Traditional mutation analysis defines the syntactic neighborhood as within a single token distance. That is, simple faults are faults that are caused by changes in single tokens, while higher order faults are caused by multiple tokens. The problem with this definition is that, this formulation of simple faults do not seem to emulate the real world faults. Our research shows that real world faults are more complex, and we need to take into account at least 10 tokens to account for at least 90% of the faults. This makes the lexical neighborhood as large as expressions and lines, or even functions (not just single tokens, which are often as low as 30%). Further, there is also the problem of mutation operators such as statement and expression deletion, which by the current definition is a complex fault, but intuitively feels like a simple fault (a fault that is caused by a programmer forgetting to add a line).

This suggests a need to re-examine our initial definitions. We suggest the definition of a simple fault should be changed to A simple fault is a fault that can be corrected by changes to a single lexical unit. This ties the definition of a simple fault to a lexical unit under consideration. The lexical unit in question should be identified by statistical analysis of bug fixes (to be done in future research). (Note that if one reduces the lexical unit to tokens, we get the traditional definition of simple faults.) Our formulation cleanly resolves the dichotomy between features and fixes, as the features are now just faults in a larger lexical unit. (This is supported by our empirical analysis which suggests that there is little difference between the size of fault fixes and feature additions). Finally, by our definition, a higher order mutant is a mutant that is composed of faults in multiple lexical units.

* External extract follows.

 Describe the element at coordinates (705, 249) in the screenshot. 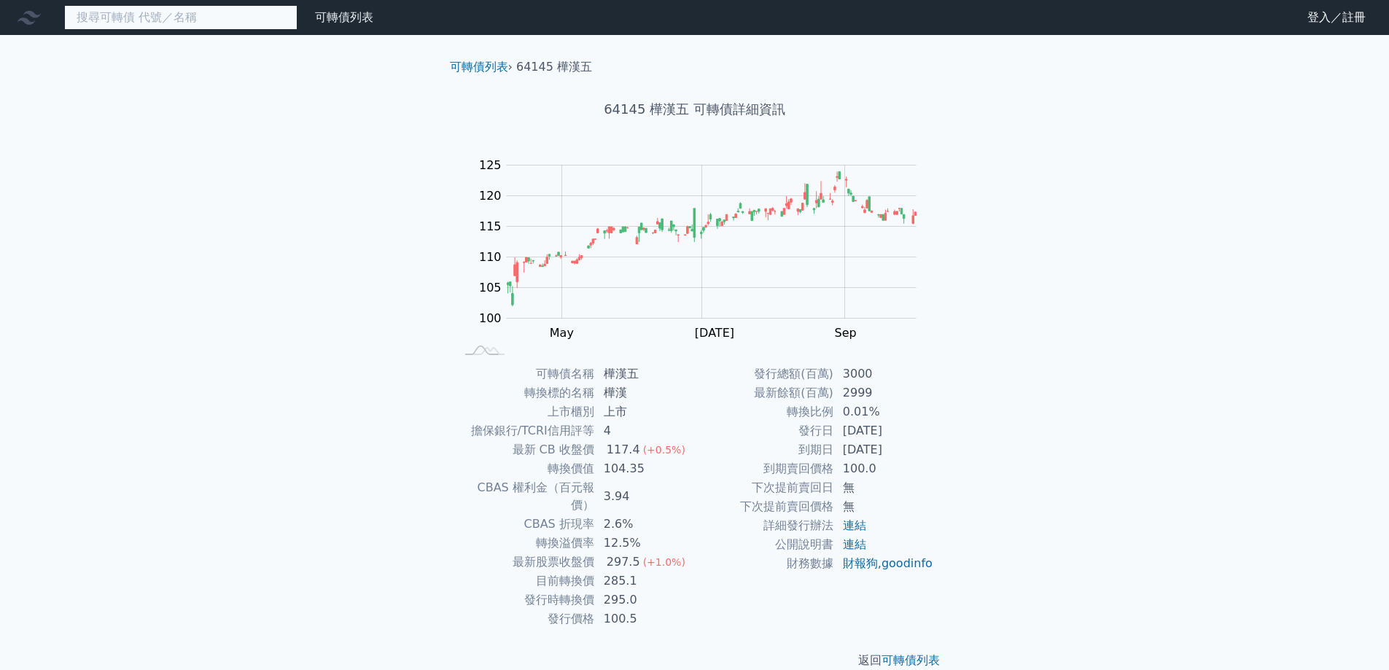

I see `g: Chart` at that location.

So, what is next? We need to first find the most useful lexical unit empirically, that can be used to determine the lexical neighborhood for a program. Our initial empirical analysis suggests that it may be expressions, statements, or functions. Next we need to identify mutation operators that can transform these lexical units such as functions correctly to emulate faults.

A number of such operators can be imagined. For example, a simple stubbing operator can emulate feature additions. Removing or rearranging synchronization primitives such that not all paths are protected can emulate faults in concurrency. Resource allocation mistakes can be emulated similarly with rearranging allocation and deallocation primitives. While this introduces a limited context sensitivity to mutant generation, we gain the ability to incorporate more complex faults as more patterns of faults (such as the heart bleed bug) become known. we can incorporate missing taint checks, or missing exception handling to investigate robustness of test suites against these errors.

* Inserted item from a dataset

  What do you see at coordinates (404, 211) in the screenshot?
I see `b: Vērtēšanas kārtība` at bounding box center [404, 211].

One may ask what we gain by considering these as simple faults rather than as higher order faults as it is done traditionally in mutation analysis. The benefit is that our definition of first order can now match the intuitive definition of bugs in the software industry, and higher order mutants are actual interactions between bugs as we understand them (traditionally a blind spot of mutation analysis), rather than just multiple token changes at the same location, that most software practitioners will consider as part of the same bug.

Adopting this definition, and implementing mutation operators that actually resemble real faults can lead to better measurement of the effectiveness of test suites in the real world.